-------- AVAILABLE DATA --------
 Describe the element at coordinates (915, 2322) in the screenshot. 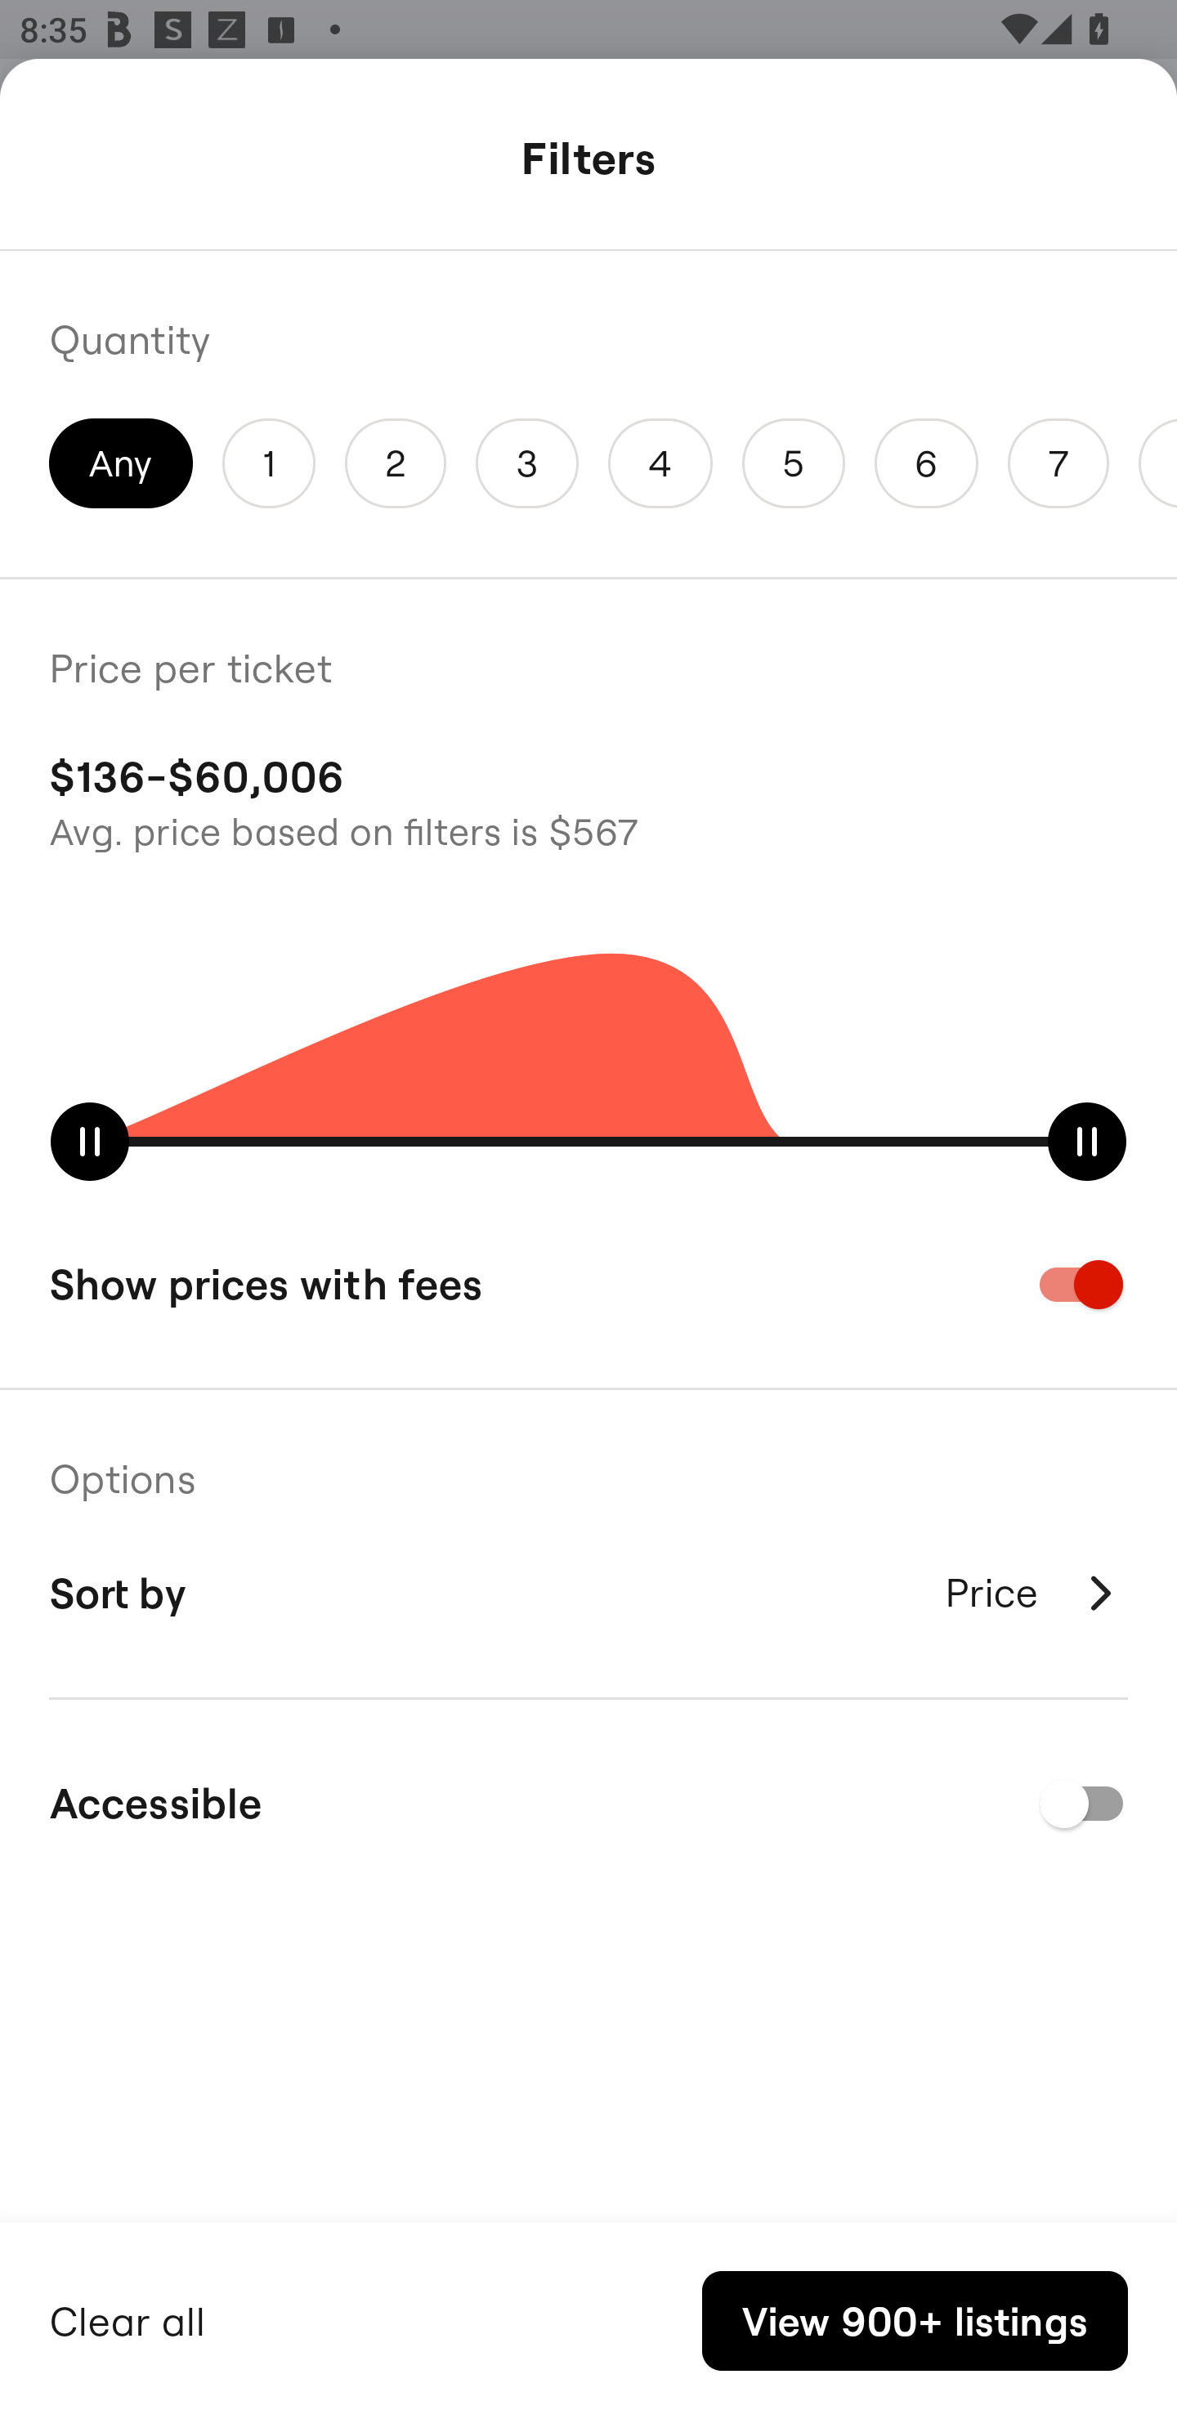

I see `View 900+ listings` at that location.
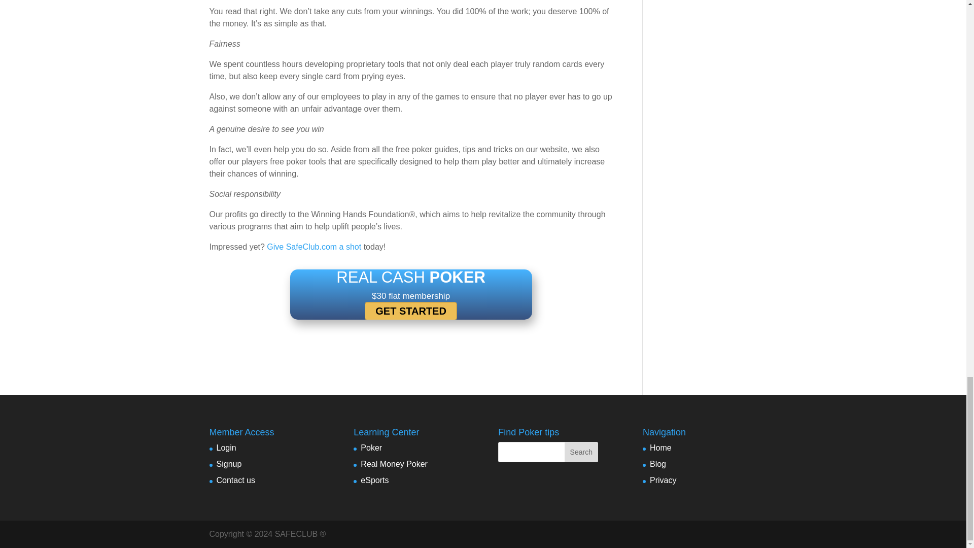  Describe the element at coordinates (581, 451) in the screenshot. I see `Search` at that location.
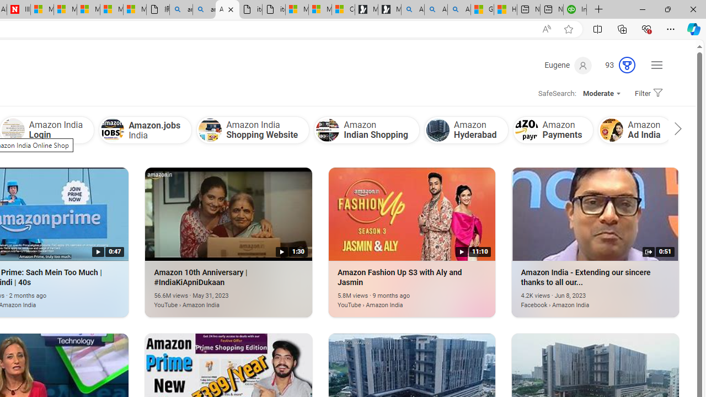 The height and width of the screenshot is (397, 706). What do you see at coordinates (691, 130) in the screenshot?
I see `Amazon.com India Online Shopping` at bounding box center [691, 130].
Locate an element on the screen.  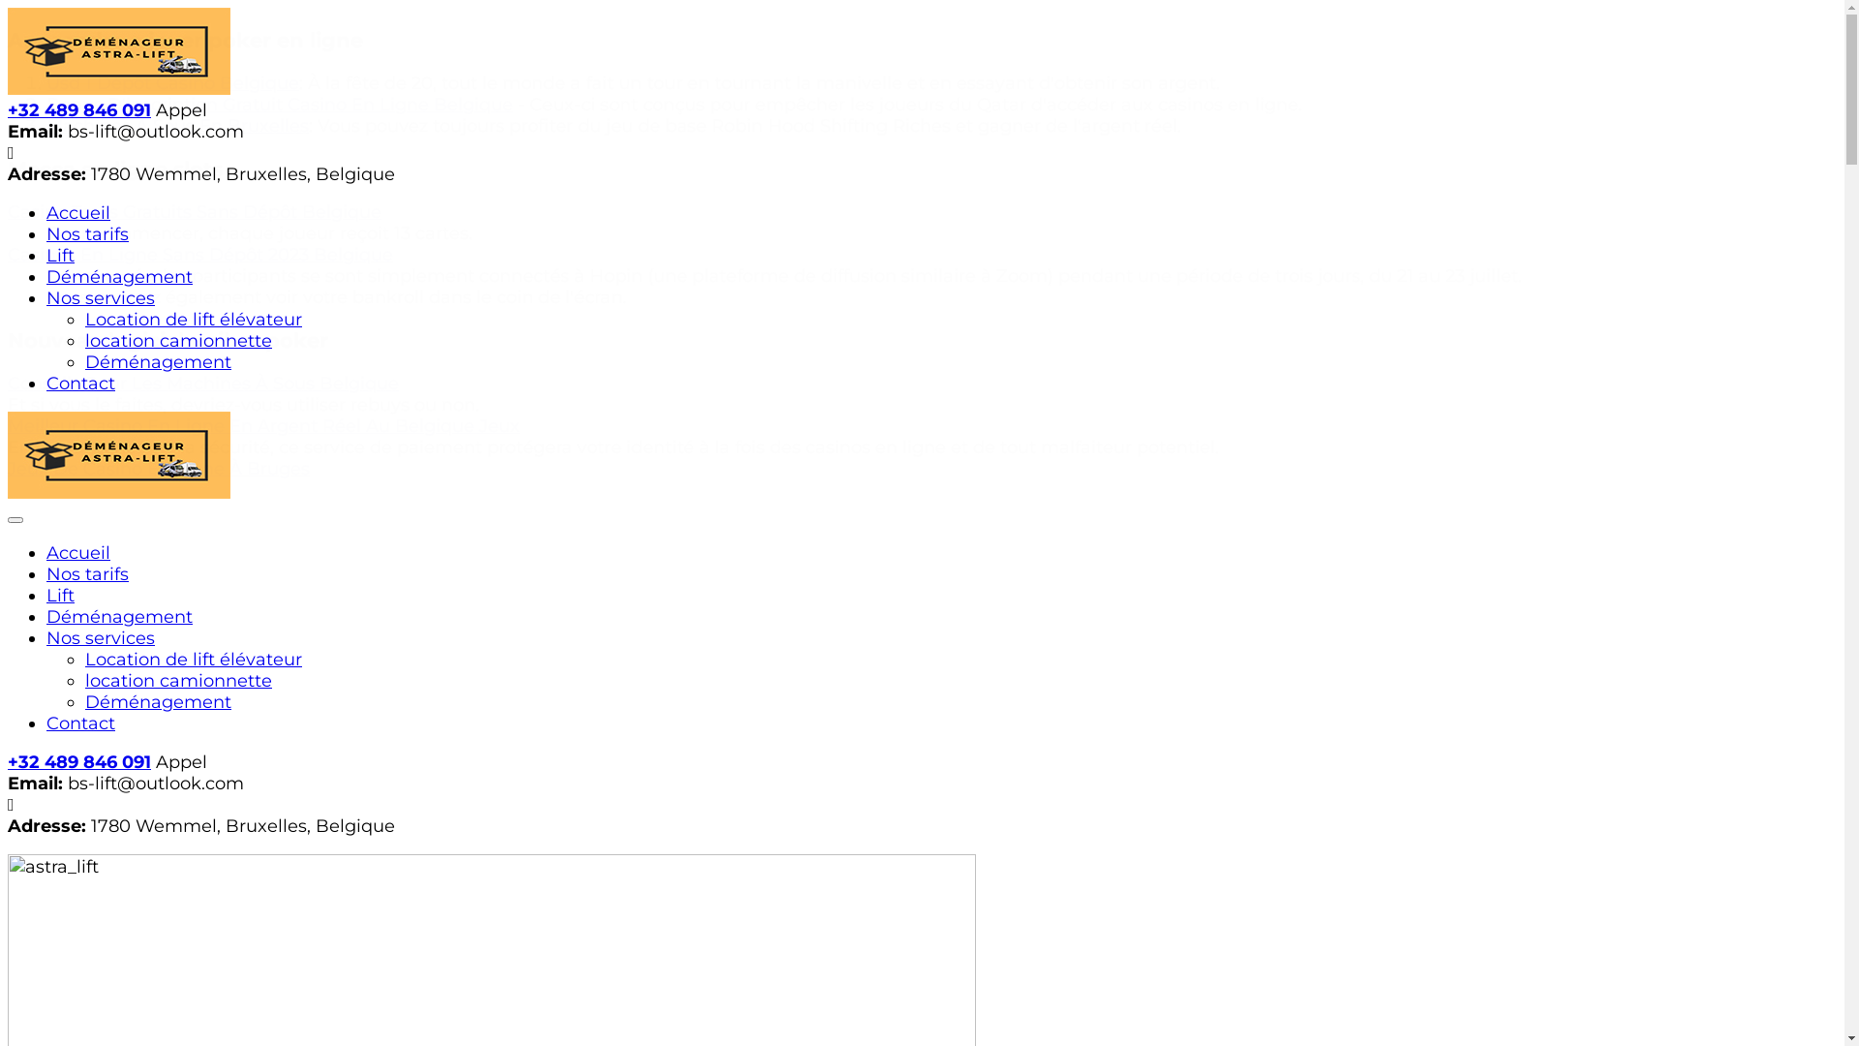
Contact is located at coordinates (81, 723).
--------
> EXERCISE DETAILS: Transcribe every entry word for word, excluding images.

> TASK RESULT:
 Describe the element at coordinates (915, 2322) in the screenshot. 

I see `View 900+ listings` at that location.
  Describe the element at coordinates (581, 451) in the screenshot. I see `Search` at that location.
 The height and width of the screenshot is (397, 706). What do you see at coordinates (691, 130) in the screenshot?
I see `Amazon.com India Online Shopping` at bounding box center [691, 130].
Locate an element on the screen.  
Contact is located at coordinates (81, 723).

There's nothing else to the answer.